Timothy L. Reinauer is back in town after a very long hiatus, at least from my POV. This may have been the last time I saw her.
Mary Gellatly gets some TLC as well; click here for the previous time she was in a “random” post.
Beyond Mister Jim, a pile of sand is growing in the yard just west of the Bayonne Bridge on the Staten Island side.
Elizabeth and Marjorie B. McAllister head out for a job.
Tasman Sea heads for the yard as
Amberjack departs.
And for closure, it’s Marjorie B passing in front of a relatively ship-free Port Elizabeth. Click here for a photo of Marjorie B high and dry a few years ago.
All photos by Will Van Dorp.
And in contrast to all that, in Niigata earlier today, here’s some great vessel christening photos from Maasmondmaritime.
As you know, tugboats do all manner of work on the water. They push train cars, increasingly these years–according to Peter D’Amato— after quite the plummet.
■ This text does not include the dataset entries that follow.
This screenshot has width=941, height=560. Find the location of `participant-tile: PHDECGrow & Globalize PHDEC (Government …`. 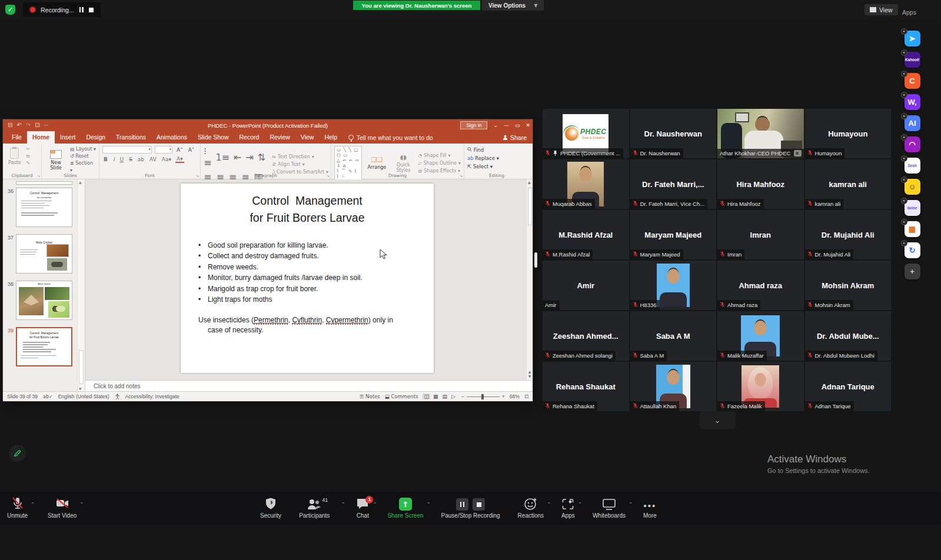

participant-tile: PHDECGrow & Globalize PHDEC (Government … is located at coordinates (586, 134).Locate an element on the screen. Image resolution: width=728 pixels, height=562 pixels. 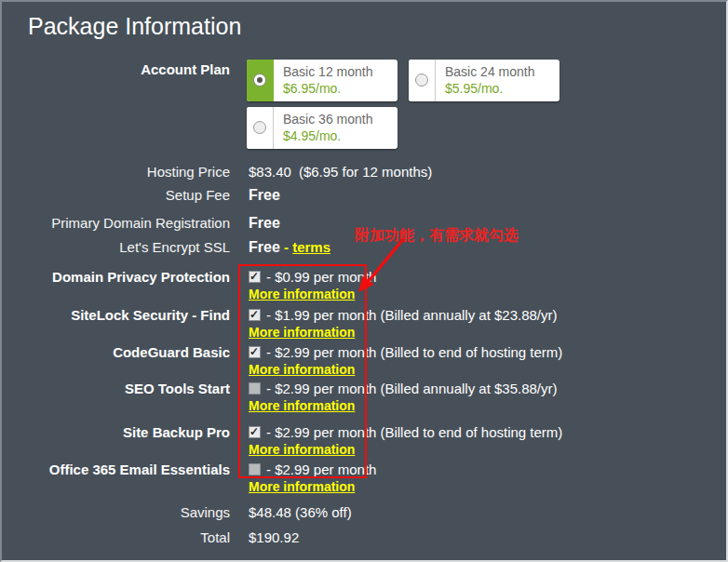
terms-link: terms is located at coordinates (311, 248). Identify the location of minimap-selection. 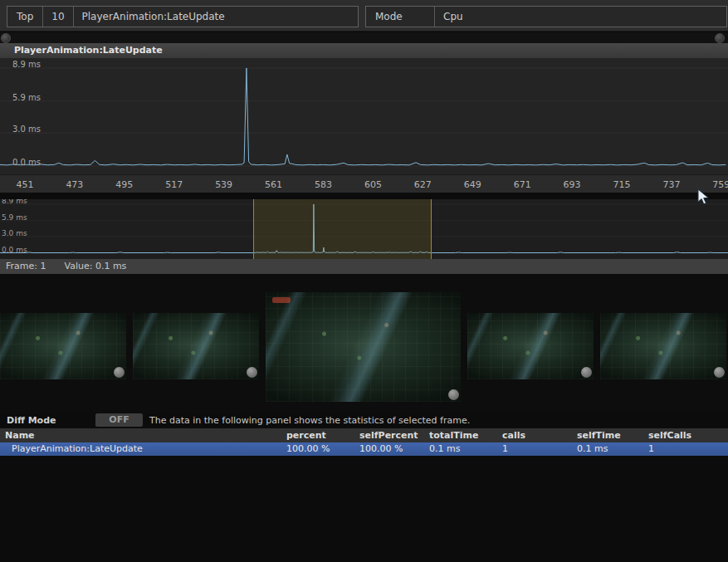
(342, 229).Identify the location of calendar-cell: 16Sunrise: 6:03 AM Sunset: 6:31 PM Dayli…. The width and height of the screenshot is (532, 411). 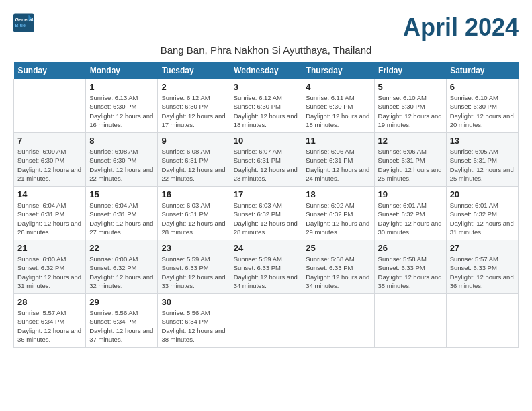
(193, 214).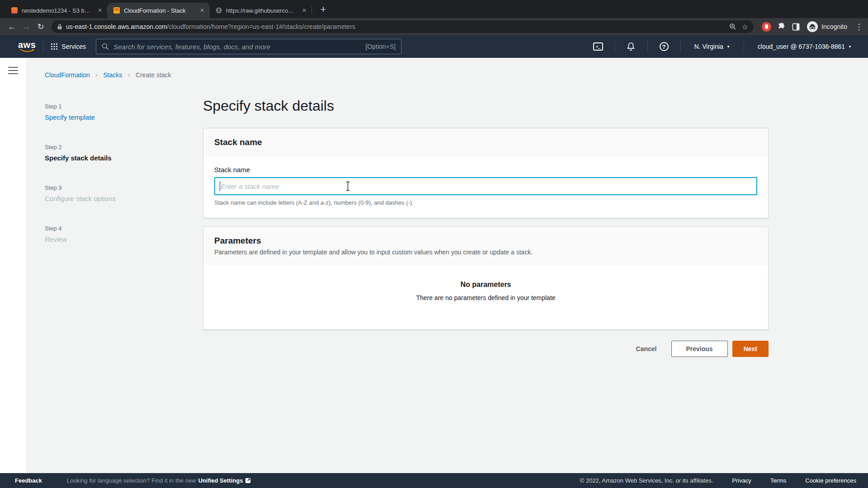 The width and height of the screenshot is (868, 488). Describe the element at coordinates (812, 27) in the screenshot. I see `incognito-icon` at that location. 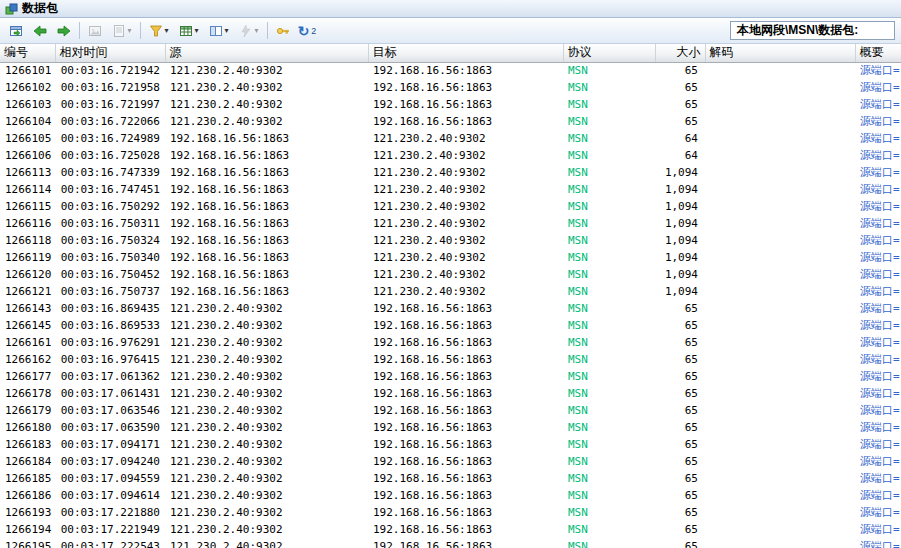 What do you see at coordinates (450, 410) in the screenshot?
I see `table-row: 1266179 00:03:17.063546 121.230.2.40:930…` at bounding box center [450, 410].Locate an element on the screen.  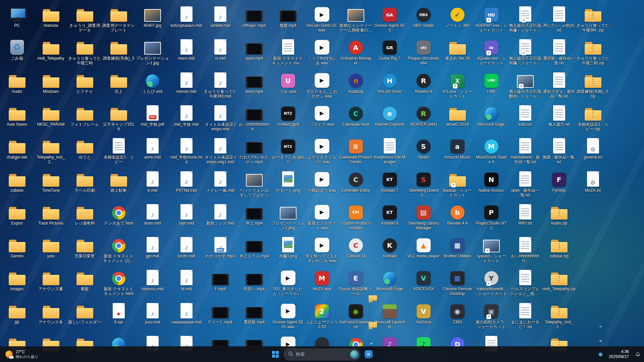
desktop-icon: NNative Access is located at coordinates (491, 185).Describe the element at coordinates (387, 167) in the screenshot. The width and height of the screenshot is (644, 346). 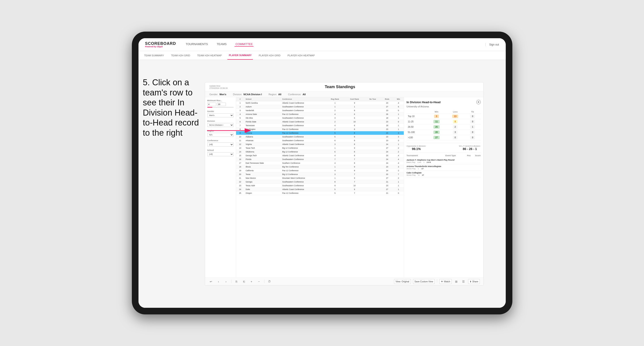
I see `cell-rnds: 23` at that location.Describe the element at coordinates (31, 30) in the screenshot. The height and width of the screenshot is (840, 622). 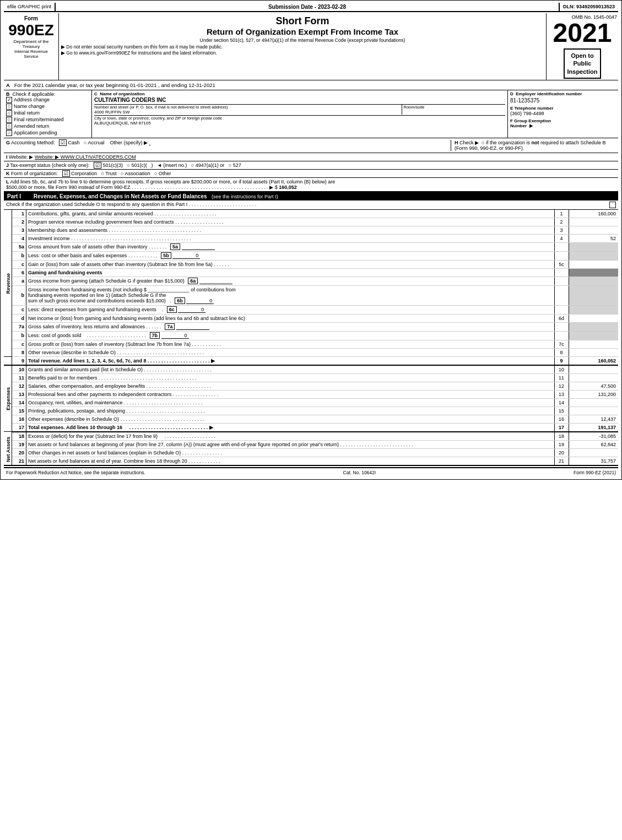
I see `form-number: 990EZ` at that location.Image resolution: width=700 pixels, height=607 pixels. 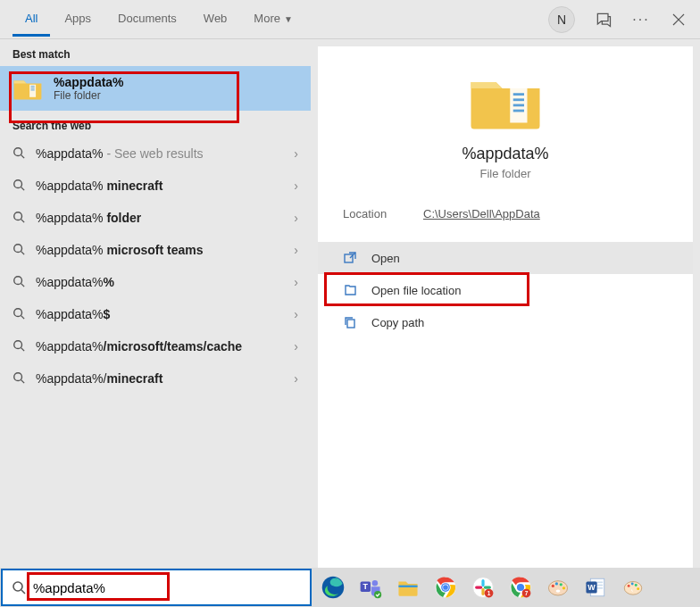 What do you see at coordinates (351, 322) in the screenshot?
I see `copy-icon` at bounding box center [351, 322].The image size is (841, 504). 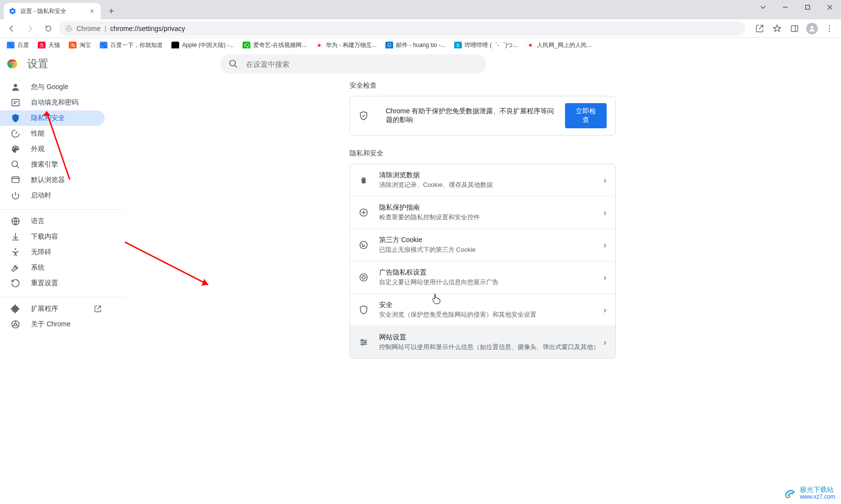 I want to click on sidebar-item-label: 自动填充和密码, so click(x=55, y=103).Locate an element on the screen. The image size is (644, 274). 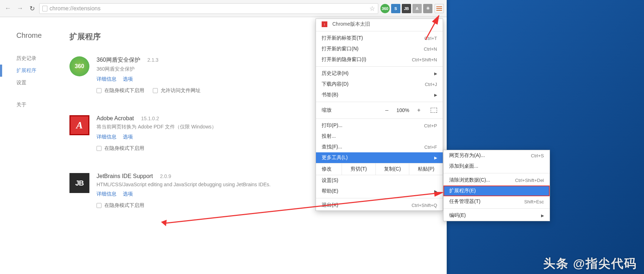
menu-more-tools: 更多工具(L)▶ is located at coordinates (379, 158). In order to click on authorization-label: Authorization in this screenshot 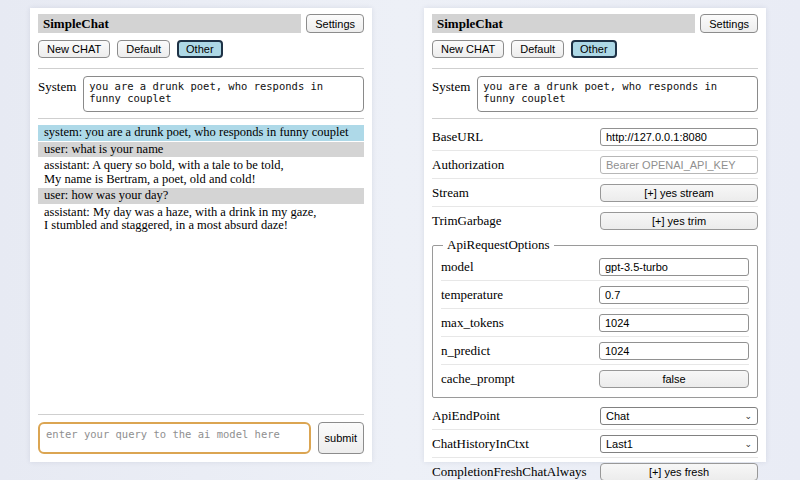, I will do `click(516, 165)`.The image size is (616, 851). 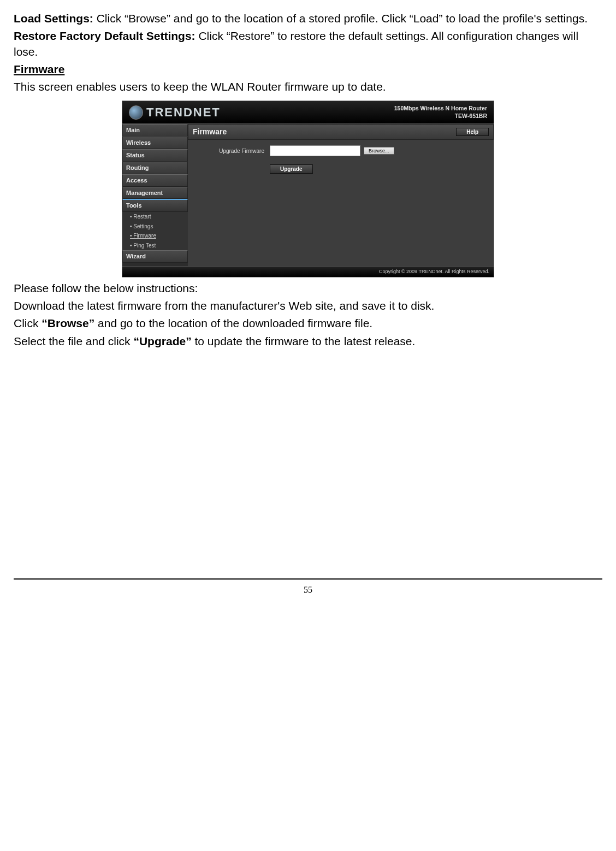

Tugboat here is James E. Brown with barge 278.
Christine M. McAllister is a 6000 hp tug that usually
wired to RTC 502.
Ditto Evelyn Cutler, usually working with Noelle Cutler.
Mister Jim here is pushing sand (or aggregate?), and
Gateway’s Navigator is pushing a newly painted GT Coast Trader dredge scow, in the same time/harbor as
Balico Marine Service’ Navigator pushes oil.
All photos by Will Van Dorp, who offers this bonus below.
No, I haven’t left the sixth boro. Just yesterday I crossed paths with Allie B here at Atlantic Salt, purveyor of a safety product and patron of the arts.
It took a gray day for me to notice that the house colors along the KVK are reminiscent of those in coastal Canadian maritimes towns. Allie B has been one of my favorite tugboats since I saw her depart on her epic tow here and here back in 2009.
Then I passed Evelyn Cutler, here with Noelle Cutler at Caddell Drydock. Those are basic Wavertree masts in the background. I first saw Evelyn
Here’s a first good photo of Dylan Cooper, the Reinauer tug that arrived in the sixth boro later last year.
I hope to get another of her here in a few years when that bridge is completed.
I believe Eric is the newest of McAllister tugs in the sixth boro. And yes, here Eric is using her 5000+ hp to assist Atlantic Star, ACL‘s brand spanking new CONRO vessel into port yesterday on her maiden voyage. I hope to have a post dedicated to Atlantic Star completed for tomorrow.
Eric is a product of the same Rhode Island shipyard that produced Dylan Cooper. In the distance that’s one of ACL’s previous generation of CONRO vessels, Atlantic Concert. Here’s an entire post dedicated to Atlantic Concert from 2009.
All photos by Will Van Dorp, with thanks to NY Media boat.
And yes, I still have more of Barrel’s vintage USACE photos to share.